Fiction 2020

Alex Preston from The Observer bemoans the mediocre year just gone, but offers good cheer for the year to come. Here are some of his suggestions that particularly interest me:

  • The long awaited and highly anticipated finale to Hilary Mantel’s Thomas Cromwell trilogy, The Mirror and the Light (4th Estate, March) – under strict embargo!
  • Hamnet (Tinder Press, March) by Maggie O’Farrell – “an […] imagination of the short life of Shakespeare’s son, Hamnet, and the untold story of his wife, “Agnes” Hathaway.”
  • Apeirogon (Bloomsbury, February), by Colum McCann “…ambitious formally and thematically, taking on the Israel-Palestine conflict in a work that is both spectacularly inventive and grounded in hard, often brutal fact.

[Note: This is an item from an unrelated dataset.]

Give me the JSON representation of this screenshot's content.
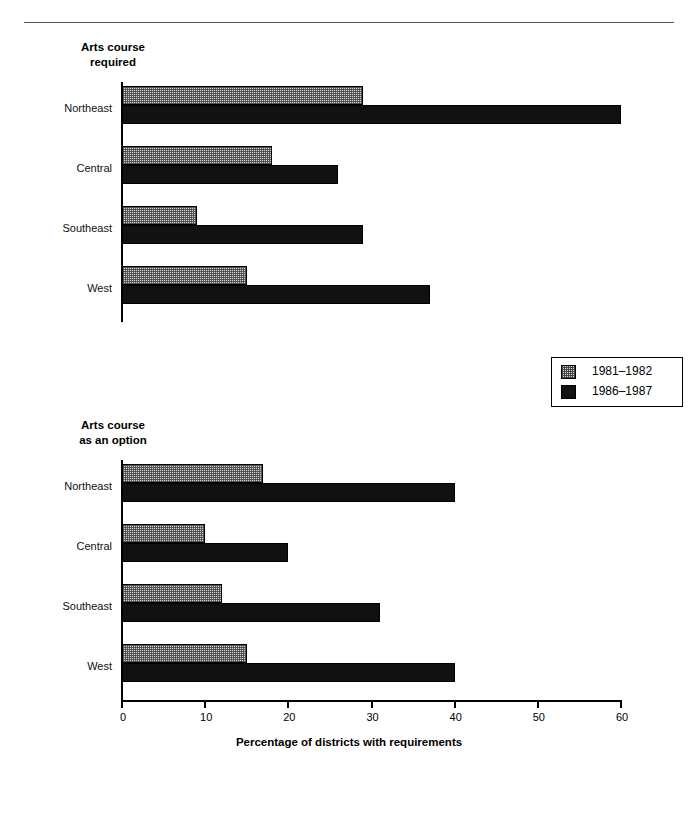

It is about grief and forgiveness, about family and politics… If you can read it without sobbing, you’re a monster.”
  • Sebastian Barry’s A Thousand Moons (Faber, March). “Set in the wake of the American civil war, it tells the story of Winona, a brave, bruised orphan from the Lakota tribe whose new life on a Tennessee farmstead is threatened by the past.”
  • “…the final part of Ali Smith’s era-defining seasonal quartet, Summer (Penguin, July)”
  • Kate Grenville’s  A Room Made of Leaves (Text, July) (“..which I’ve read and it’s every bit as good as The Secret River” says Preston – let us hope!)

A very nice start I would say. Preston’s preview in its entirety can be found here on The Guardian site.